Items listed in a dataset:
====================

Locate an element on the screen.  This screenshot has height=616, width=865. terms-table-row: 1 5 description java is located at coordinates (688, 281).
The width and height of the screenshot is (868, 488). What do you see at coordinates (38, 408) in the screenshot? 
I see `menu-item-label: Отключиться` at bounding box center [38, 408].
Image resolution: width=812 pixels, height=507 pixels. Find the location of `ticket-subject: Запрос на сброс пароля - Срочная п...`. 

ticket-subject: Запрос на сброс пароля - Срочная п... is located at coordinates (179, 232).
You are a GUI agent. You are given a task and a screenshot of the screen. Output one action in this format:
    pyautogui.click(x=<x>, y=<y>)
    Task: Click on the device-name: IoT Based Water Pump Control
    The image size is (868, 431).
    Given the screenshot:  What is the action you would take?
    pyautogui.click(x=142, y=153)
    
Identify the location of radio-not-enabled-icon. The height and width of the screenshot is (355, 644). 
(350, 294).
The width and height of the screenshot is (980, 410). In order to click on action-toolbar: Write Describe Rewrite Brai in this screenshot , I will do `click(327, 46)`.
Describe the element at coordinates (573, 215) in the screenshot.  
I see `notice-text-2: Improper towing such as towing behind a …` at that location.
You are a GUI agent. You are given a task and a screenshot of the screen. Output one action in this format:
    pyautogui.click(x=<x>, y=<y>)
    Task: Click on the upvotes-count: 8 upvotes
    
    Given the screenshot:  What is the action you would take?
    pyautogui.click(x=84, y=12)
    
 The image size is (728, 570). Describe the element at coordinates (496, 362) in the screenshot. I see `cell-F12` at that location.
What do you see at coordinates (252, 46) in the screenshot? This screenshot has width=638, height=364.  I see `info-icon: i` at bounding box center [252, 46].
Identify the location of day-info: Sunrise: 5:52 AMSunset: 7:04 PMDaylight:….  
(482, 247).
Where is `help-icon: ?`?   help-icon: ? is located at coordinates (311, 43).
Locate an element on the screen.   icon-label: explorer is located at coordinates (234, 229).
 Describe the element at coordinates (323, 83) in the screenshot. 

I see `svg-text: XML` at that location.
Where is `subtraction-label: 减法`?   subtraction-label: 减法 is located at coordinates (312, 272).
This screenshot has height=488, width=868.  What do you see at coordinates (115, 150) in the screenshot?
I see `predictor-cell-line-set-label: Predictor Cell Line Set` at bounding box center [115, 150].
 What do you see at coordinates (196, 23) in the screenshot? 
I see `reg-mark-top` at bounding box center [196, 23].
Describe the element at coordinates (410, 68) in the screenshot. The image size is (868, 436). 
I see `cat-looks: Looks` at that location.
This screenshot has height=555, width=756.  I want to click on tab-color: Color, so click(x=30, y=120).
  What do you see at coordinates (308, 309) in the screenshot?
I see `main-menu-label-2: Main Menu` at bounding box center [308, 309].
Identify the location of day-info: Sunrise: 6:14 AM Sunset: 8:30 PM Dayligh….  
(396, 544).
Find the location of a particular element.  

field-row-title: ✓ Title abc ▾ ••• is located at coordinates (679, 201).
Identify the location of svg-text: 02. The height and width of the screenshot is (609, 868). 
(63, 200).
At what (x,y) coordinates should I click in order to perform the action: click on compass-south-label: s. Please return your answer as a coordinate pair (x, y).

====================

▶ **What is expected**
Please return exactly the lines from the one containing "This screenshot has height=555, width=756." through the end of the entries above, adding no other line.

▶ **Response below**
This screenshot has height=555, width=756.  I want to click on tab-color: Color, so click(x=30, y=120).
  What do you see at coordinates (308, 309) in the screenshot?
I see `main-menu-label-2: Main Menu` at bounding box center [308, 309].
Identify the location of day-info: Sunrise: 6:14 AM Sunset: 8:30 PM Dayligh….  
(396, 544).
Find the location of a particular element.  

field-row-title: ✓ Title abc ▾ ••• is located at coordinates (679, 201).
Identify the location of svg-text: 02. The height and width of the screenshot is (609, 868). 
(63, 200).
At what (x,y) coordinates should I click in order to perform the action: click on compass-south-label: s. Please return your answer as a coordinate pair (x, y).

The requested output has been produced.